Whoa--strong pledge from Pelosi just now: "We cannot sign a budget agreement that does not include unemployment insurance."
— @gzornick
It's encouraging to see this bit of pushback against would-be austerity measures. When a budget agreement was signed off on in early 2011, however, the federally funded Emergency Unemployment Compensation was included but with 26 weeks of extensions hacked out of it. Partly as a consequence, only 34 percent of the nation's 4.1 million long-term unemployed people are now receiving checks under EUC, a program specifically designed to financially assist those who cannot find work after 27 weeks or more without a job. The other 66 percent are flat out of luck.
If EUC is not renewed by Dec. 28, when the program expires, 1.3 million long-term unemployed Americans will lose their average $269 a week from the government. And in 2014, another 3.6 million Americans who would have become eligible for EUC will not receive its benefits.
As Sarah Ayres points out:
This is because unemployment benefits are not just good for workers; they are also good for the economy. By putting money into the pockets of people who will spend it, unemployment benefits boost demand, spur economic growth, and create jobs. In fact, the nonpartisan Congressional Budget Office has found that unemployment benefits are one of the most effective fiscal policies to increase economic growth and employment. Mark Zandi, chief economist at Moody’s Analytics, has found that every $1 spent on unemployment insurance grows the economy by $1.55. All these dollars circulating through the economy create jobs. According to an Economic Policy Institute analysis, extending emergency unemployment benefits would create 310,000 additional jobs in 2014.
Nine out of the 11 times the EUC has been renewed since it was first enacted in June 2008, Republican lawmakers have resisted. Their essential argument: unemployment compensation makes people lazy. In other words, with just one job opening available for every three job seekers, Republicans say Get a Job!
Meanwhile, the Council of Economic Advisers and Department of Labor have published a new report, The Economic Benefits of Extending Unemployment Benefits. Among its findings:
• Including workers’ families, nearly 69 million people have been supported by extended UI benefits, including almost 17 million children
• In 2012 alone, UI benefits lifted an estimated 2.5 million people out of poverty [...]
• Failing to extend UI benefits would put a dent in job-seekers’ incomes, reducing demand and costing 240,000 jobs in 2014.
• Estimates from the Congressional Budget Office and JP Morgan suggest that without an
extension of EUC GDP will be .2 to .4 percentage points lower.
• In 2011, CBO found that aid to the unemployed is among the policies with “the largest
effects on output and employment per dollar of budgetary cost”
The
official unemployment rate of 7.3 percent is higher now than it has been at any time in past recessions when extended unemployment compensation has been removed.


What to work on: Return the following from the records below: each line, word for word, starting with the line that contains "The width and height of the screenshot is (641, 430)." and going on through the line that contains "The height and width of the screenshot is (446, 1051).", with nothing outside that range.

=== Section Start ===

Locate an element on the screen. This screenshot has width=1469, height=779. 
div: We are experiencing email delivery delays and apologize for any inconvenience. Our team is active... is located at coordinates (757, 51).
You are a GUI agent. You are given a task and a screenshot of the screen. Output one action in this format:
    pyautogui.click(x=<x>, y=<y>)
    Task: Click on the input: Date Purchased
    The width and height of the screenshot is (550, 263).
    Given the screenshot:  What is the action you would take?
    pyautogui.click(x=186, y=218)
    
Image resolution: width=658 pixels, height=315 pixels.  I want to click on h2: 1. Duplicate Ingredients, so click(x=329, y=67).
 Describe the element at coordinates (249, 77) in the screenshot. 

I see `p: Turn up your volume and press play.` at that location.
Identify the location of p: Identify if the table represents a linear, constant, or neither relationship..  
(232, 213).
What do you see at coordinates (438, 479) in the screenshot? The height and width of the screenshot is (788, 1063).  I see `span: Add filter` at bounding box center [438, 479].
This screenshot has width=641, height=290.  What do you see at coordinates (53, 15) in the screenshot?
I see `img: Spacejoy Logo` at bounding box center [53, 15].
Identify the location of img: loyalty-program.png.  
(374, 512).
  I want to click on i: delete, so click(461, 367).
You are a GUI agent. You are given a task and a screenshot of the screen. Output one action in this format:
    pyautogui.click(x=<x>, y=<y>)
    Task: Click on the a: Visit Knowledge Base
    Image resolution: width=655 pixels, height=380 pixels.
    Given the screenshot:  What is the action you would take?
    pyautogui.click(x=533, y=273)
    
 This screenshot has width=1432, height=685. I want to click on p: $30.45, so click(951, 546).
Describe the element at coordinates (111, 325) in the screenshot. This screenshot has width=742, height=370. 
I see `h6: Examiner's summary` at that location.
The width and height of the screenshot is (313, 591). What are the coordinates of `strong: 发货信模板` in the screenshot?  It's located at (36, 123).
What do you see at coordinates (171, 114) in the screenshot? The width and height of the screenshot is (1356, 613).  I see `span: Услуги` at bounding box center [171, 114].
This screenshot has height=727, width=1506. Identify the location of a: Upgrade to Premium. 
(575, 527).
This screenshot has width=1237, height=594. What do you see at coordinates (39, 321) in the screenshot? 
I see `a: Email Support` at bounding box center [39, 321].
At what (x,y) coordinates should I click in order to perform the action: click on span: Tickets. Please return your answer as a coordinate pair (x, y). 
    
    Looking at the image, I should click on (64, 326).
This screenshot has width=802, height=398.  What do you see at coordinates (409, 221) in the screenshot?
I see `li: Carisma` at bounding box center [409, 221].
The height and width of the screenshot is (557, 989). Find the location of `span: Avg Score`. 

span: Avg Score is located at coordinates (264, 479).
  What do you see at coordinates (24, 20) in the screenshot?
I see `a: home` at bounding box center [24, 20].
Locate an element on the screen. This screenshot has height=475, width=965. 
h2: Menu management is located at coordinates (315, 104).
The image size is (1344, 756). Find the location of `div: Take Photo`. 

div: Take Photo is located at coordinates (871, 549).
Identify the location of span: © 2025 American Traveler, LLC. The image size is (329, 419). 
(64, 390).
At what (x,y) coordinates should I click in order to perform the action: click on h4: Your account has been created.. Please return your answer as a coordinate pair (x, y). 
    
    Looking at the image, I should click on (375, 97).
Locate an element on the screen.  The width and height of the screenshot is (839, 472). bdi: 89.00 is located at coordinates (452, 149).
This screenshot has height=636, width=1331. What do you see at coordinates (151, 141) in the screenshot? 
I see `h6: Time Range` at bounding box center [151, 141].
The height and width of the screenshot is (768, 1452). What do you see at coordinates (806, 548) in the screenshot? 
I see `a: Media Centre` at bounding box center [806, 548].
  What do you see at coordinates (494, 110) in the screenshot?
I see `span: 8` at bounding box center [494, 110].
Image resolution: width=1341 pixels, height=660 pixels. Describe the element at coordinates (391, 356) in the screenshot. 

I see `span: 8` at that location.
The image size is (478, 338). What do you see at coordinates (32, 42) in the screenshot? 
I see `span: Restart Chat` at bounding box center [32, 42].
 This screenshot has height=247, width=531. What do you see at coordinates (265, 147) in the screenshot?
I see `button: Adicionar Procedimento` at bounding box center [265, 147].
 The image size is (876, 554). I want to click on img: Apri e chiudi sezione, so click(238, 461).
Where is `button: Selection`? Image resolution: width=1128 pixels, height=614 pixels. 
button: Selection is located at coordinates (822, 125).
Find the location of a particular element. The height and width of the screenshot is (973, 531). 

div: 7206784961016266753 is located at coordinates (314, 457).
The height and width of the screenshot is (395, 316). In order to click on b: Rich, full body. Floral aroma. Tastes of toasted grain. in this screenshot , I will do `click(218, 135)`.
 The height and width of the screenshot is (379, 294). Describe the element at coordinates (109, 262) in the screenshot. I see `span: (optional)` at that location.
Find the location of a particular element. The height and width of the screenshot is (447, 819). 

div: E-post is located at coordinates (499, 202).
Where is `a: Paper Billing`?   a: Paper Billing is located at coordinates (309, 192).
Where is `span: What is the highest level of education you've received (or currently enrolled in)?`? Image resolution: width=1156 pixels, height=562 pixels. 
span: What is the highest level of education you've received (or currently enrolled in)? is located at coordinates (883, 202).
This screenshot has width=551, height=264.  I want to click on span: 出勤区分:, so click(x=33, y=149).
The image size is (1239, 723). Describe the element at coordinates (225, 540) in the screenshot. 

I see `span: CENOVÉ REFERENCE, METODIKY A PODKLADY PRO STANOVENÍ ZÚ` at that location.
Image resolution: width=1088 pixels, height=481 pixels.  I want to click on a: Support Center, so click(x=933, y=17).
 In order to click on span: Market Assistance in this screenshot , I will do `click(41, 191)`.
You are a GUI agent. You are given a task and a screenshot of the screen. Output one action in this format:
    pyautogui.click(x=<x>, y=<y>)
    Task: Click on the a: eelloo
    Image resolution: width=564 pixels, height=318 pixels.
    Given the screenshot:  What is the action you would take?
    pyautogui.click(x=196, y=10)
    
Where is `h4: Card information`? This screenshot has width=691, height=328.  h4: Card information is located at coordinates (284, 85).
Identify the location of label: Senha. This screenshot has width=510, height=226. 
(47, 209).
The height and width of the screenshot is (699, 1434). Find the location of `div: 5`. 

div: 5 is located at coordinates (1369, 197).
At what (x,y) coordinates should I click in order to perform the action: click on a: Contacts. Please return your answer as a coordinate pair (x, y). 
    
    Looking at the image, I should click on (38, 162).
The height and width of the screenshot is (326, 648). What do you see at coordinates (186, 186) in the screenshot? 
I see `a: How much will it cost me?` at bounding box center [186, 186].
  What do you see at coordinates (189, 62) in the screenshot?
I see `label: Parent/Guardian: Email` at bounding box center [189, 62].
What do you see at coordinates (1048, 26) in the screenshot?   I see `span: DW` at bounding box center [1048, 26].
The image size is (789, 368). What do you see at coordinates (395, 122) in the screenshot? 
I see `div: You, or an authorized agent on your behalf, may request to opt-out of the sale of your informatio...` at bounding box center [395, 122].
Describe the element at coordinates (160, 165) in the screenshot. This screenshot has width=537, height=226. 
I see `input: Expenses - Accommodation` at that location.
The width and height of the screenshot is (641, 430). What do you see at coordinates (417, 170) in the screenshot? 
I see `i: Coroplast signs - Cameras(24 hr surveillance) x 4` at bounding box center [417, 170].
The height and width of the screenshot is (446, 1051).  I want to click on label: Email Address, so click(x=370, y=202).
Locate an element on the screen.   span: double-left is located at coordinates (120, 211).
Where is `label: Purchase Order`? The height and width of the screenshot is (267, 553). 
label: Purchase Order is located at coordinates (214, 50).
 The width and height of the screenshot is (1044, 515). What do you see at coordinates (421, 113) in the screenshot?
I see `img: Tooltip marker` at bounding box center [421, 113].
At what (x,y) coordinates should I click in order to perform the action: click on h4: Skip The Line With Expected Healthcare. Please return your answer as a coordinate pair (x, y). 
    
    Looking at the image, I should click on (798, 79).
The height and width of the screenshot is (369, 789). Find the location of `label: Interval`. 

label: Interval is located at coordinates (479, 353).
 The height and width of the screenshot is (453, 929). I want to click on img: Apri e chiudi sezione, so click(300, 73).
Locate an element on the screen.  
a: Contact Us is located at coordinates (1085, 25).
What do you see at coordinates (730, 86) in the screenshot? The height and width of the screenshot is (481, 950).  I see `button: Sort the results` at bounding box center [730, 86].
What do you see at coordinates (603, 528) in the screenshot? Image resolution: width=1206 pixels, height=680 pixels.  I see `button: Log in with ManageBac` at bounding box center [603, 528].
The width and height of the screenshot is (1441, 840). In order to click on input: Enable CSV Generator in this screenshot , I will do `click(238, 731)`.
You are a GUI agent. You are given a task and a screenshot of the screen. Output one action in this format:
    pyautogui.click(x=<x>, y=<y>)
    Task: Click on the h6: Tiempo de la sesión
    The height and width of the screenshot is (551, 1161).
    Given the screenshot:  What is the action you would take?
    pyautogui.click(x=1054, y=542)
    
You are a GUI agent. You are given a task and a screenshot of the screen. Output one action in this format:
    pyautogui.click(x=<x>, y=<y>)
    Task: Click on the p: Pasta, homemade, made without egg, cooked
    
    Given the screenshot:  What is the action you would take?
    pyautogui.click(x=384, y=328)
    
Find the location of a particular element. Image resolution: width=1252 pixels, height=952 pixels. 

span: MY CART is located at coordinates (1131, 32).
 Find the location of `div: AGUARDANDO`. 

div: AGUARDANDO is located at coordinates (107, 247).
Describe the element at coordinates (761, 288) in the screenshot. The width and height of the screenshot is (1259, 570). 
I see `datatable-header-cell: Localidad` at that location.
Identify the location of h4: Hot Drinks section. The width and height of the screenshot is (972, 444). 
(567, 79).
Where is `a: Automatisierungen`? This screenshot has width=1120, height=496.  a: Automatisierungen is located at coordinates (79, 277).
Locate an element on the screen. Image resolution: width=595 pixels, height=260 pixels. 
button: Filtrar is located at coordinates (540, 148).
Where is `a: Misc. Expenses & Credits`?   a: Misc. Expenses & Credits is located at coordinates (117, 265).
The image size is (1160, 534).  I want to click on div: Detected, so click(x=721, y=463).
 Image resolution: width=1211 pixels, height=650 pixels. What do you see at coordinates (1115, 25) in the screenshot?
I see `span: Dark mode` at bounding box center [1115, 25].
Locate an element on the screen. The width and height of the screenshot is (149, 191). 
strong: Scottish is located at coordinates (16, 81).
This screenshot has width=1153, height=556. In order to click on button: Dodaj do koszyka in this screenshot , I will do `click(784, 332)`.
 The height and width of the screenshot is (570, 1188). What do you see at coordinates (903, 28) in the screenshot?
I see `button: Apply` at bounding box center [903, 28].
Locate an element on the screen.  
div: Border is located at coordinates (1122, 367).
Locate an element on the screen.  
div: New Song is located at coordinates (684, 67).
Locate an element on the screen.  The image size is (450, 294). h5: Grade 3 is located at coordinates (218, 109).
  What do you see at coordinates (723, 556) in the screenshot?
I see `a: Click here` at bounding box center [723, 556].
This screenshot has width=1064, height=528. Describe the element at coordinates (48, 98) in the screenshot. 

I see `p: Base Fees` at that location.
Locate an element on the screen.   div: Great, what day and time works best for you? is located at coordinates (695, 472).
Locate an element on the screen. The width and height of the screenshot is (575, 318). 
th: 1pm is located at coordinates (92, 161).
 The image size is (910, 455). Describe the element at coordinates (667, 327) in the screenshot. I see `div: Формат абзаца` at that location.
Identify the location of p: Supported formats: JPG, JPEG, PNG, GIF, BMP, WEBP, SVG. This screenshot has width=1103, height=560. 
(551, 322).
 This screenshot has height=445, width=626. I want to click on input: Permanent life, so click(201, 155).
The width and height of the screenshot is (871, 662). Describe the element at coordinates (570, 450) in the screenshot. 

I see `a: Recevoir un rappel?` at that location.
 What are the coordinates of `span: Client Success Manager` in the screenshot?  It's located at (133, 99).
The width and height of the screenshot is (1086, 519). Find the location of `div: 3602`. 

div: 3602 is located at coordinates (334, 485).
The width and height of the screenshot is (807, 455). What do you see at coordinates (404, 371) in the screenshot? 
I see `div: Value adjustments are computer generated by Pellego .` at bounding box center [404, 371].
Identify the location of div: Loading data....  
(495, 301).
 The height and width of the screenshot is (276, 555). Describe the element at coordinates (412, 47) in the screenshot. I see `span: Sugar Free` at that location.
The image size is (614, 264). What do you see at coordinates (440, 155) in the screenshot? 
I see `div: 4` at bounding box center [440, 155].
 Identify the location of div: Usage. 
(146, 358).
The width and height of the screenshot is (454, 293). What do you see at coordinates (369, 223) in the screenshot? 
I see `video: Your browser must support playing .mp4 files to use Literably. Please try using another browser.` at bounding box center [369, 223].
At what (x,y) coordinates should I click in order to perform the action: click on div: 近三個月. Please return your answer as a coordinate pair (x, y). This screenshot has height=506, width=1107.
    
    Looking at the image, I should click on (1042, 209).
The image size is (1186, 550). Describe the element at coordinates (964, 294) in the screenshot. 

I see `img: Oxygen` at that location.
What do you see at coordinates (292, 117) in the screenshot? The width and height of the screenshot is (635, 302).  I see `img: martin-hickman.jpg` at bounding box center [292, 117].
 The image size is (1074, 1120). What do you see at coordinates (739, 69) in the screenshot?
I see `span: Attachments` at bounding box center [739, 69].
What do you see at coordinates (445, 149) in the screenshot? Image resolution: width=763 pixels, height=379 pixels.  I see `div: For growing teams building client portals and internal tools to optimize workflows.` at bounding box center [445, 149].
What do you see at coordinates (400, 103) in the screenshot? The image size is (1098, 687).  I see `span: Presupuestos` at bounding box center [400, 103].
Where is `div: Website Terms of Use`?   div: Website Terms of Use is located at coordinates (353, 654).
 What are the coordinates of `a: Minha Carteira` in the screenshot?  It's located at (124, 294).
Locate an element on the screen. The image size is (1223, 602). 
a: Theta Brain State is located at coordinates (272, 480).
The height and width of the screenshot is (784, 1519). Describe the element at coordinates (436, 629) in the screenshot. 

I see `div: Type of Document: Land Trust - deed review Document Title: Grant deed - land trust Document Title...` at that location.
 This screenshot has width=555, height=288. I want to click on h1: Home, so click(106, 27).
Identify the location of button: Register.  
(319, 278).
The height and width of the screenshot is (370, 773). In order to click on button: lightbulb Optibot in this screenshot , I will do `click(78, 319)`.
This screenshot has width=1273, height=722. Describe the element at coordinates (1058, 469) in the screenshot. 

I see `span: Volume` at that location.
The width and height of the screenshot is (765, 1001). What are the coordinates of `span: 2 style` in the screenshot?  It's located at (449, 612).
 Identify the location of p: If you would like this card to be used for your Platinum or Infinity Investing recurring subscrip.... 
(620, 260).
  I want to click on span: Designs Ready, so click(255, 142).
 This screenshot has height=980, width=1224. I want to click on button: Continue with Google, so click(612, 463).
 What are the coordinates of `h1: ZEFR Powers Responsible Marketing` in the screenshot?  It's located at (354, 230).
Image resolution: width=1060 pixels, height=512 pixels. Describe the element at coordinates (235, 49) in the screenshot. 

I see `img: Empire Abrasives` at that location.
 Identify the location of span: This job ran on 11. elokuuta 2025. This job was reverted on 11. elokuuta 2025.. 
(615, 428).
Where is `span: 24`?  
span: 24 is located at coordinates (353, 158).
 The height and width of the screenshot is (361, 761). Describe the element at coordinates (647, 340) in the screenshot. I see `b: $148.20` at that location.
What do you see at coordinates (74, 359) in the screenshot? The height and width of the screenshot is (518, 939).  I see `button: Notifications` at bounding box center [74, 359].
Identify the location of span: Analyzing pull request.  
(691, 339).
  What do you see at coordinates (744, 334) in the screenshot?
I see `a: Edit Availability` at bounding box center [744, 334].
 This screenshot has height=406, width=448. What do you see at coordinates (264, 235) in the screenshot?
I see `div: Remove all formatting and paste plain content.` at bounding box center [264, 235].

=== Section End ===

Your solution:
The width and height of the screenshot is (641, 430). What do you see at coordinates (417, 170) in the screenshot? 
I see `i: Coroplast signs - Cameras(24 hr surveillance) x 4` at bounding box center [417, 170].
The height and width of the screenshot is (446, 1051).  I want to click on label: Email Address, so click(x=370, y=202).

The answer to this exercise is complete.